Immediately, not wanting to hear the boy speak again, “No,” Bayle said, “I’m not. I’m not a player. Sorry.”
“Oh,” the boy said, attention falling between his white high-top running shoes to a quarter-sized spot of mud on the cement walkway. He didn’t shift his body, still faced Bayle, eyes steady stuck on the clump of wet brown. The CLOSED sign in the ticket window flipped over to OPEN and the woman quickly approached the counter.
“What’ve you got left behind the visitor’s bench?” she asked.
“Row six all right?”
“Yeah, that’s good. Two adults.” She took a twenty-dollar bill from her pocket and pushed it under the glass window toward the young girl behind the counter. “Hey, Paul,” she called to the boy. “Right behind the Wichita bench. Row six.”
The boy slowly raised his head, eyes darting left and right in search of some place to call home. Eyes meeting Bayle’s, “Ggggget them,” he wailed. “Ggggget... Wwwwwichita!”
The woman received her change, took the tickets, and she and her charge slowly moved away.
Knowing he shouldn’t but doing so anyway, Bayle stared at the boy until from behind the counter he felt the eyes of the girl on him.
“Can I help you?” she said.
&nb
sp; “Yeah, I ....” But he’d forgotten the question he was supposed to ask. All he could really do was stare.
3
“And where, Mr. Bayle, have they got you staying if you don’t mind me asking?”
Dark brown suit; black dress shoes; no jewellery; hair cut short but not too short; medium height and build; no distinctive physical features, body mannerisms, or verbal idiosyncrasies: Samson, the Warriors’ director of public relations, appeared to Bayle’s eyes and ears so ordinary he almost wasn’t there, the perfect corporate citizen. His hands were folded neatly, as in prayer, on top of his desk, empty but for a small computer, fax, and phone.
“A place called The Range, I think,” Bayle said. “I actually haven’t checked in yet. It’s a bed and breakfast over on ... I forget the name of the street. My editor, Ms. Warriner, she made the reservation.”
“Main. The Range is on Main Street, right downtown. That should help you adjust a little bit to small-town life.”
“I figure I’ll be pretty busy working.”
“I’m sure you will,” Samson said, “I’m sure you will.
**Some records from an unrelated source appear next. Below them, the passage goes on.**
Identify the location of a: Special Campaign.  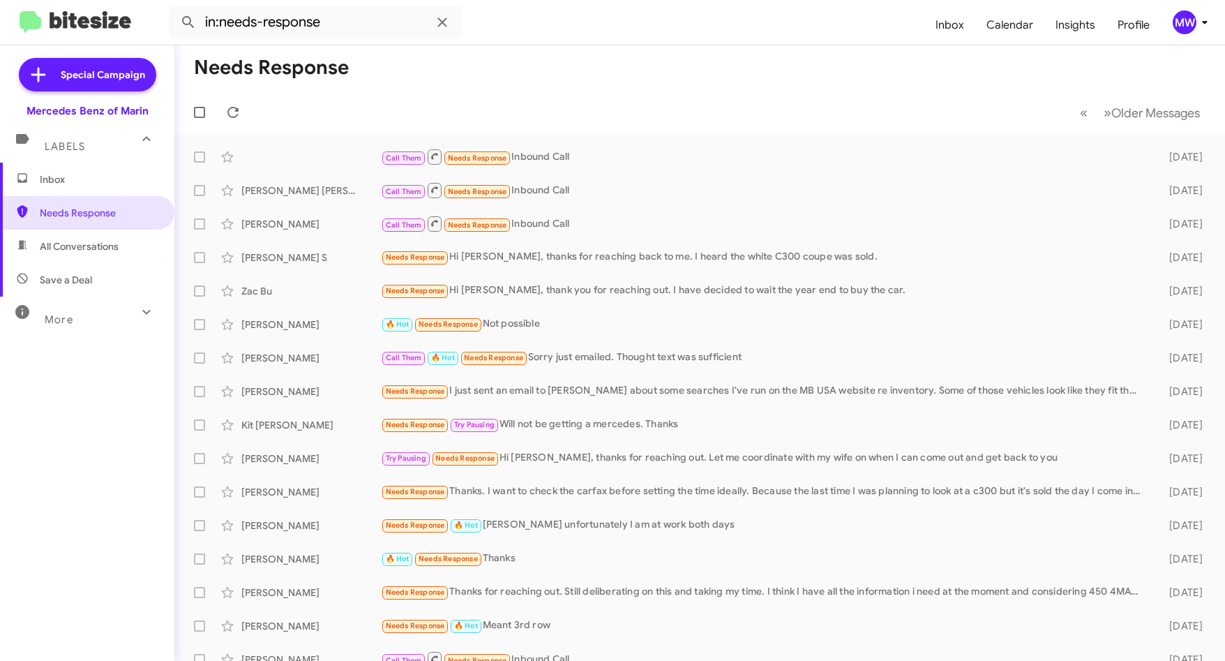
(87, 75).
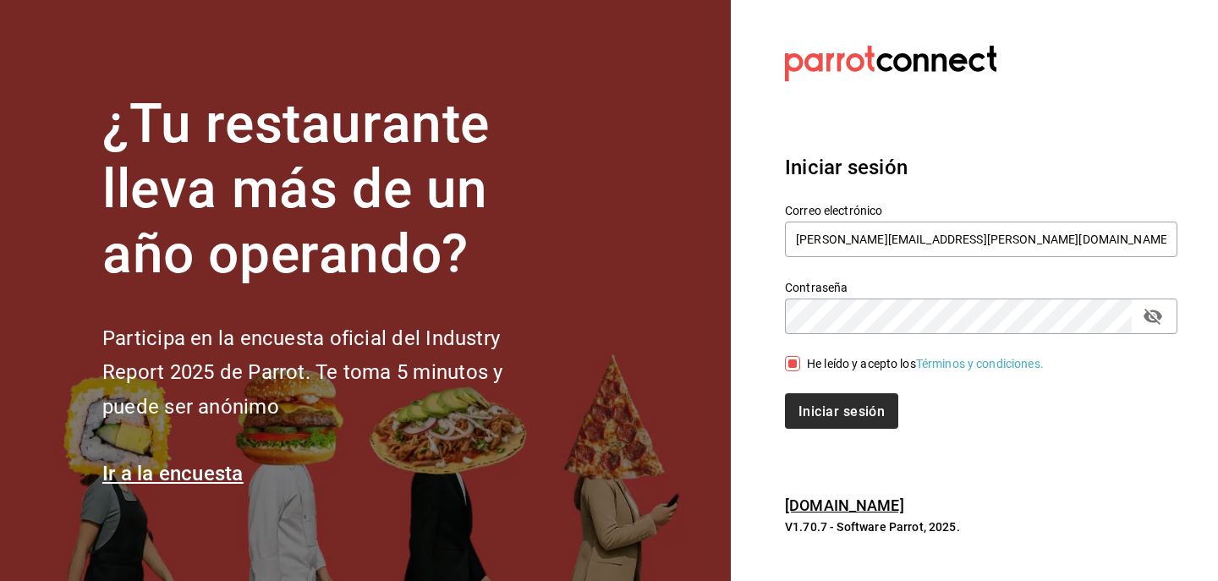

And speaking of work, I’ve got a phone call to make and you should have a look around the arena before the boys hit the ice for their skate.” Bayle took this as his cue and rose from his chair on the other side of Samson’s desk. Samson remained seated, turning pages in a manila folder labelled, Bayle could see, with his own name and that of the magazine he was working for.
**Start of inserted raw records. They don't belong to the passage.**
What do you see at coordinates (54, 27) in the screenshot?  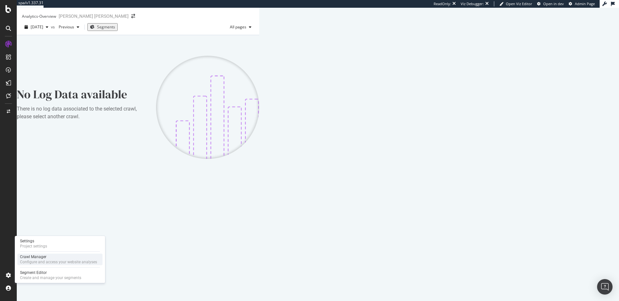 I see `span: vs` at bounding box center [54, 27].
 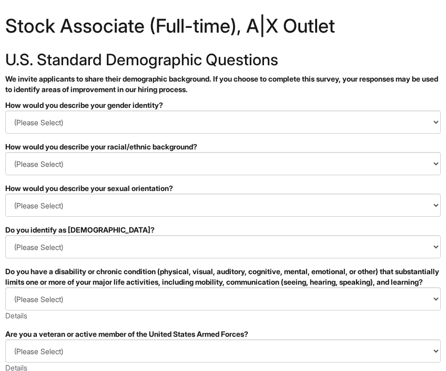 I want to click on div: How would you describe your gender identity?, so click(x=223, y=105).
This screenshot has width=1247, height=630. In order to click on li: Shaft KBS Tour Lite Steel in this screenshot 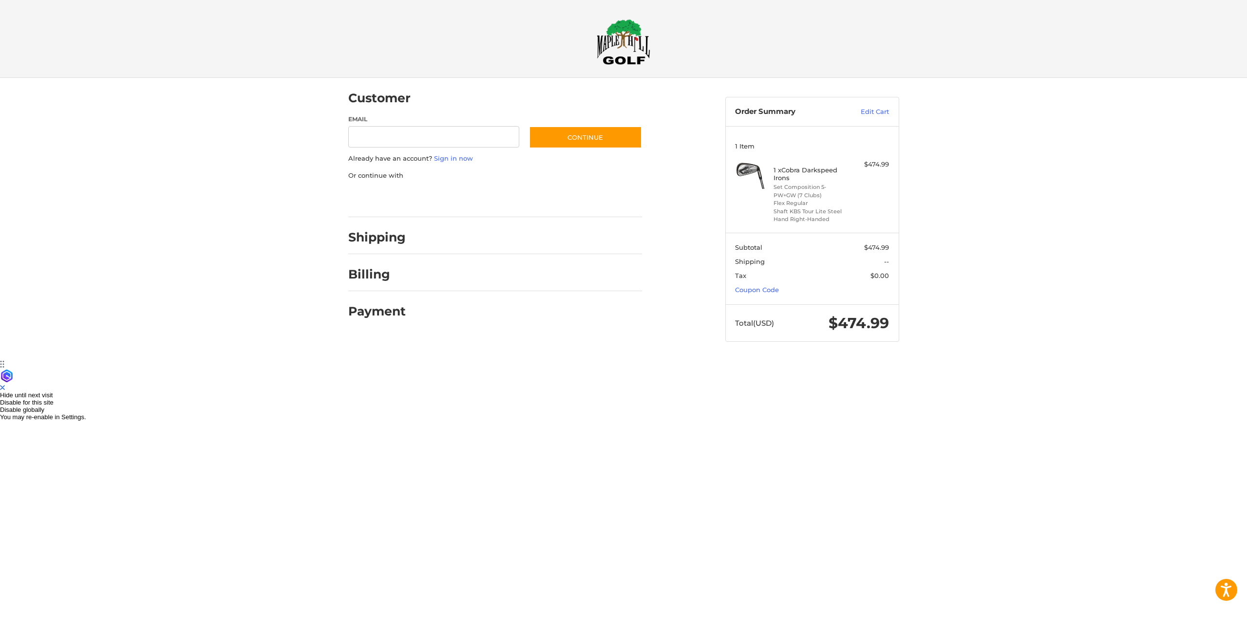, I will do `click(811, 211)`.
“As far as things on my end go, Mr. Bayle, everything seems to be in order for your stay with us. Here you are.”
Samson handed him a media pass with Peter Bayle-Journalist, Toronto Living, All Access, typed on it. It felt strange to Bayle to see his own name attached to that of a clearly defined profession. A life-long student, he had never really thought of himself as anything before.
“Thanks for everything,” Bayle said, holding up the pass.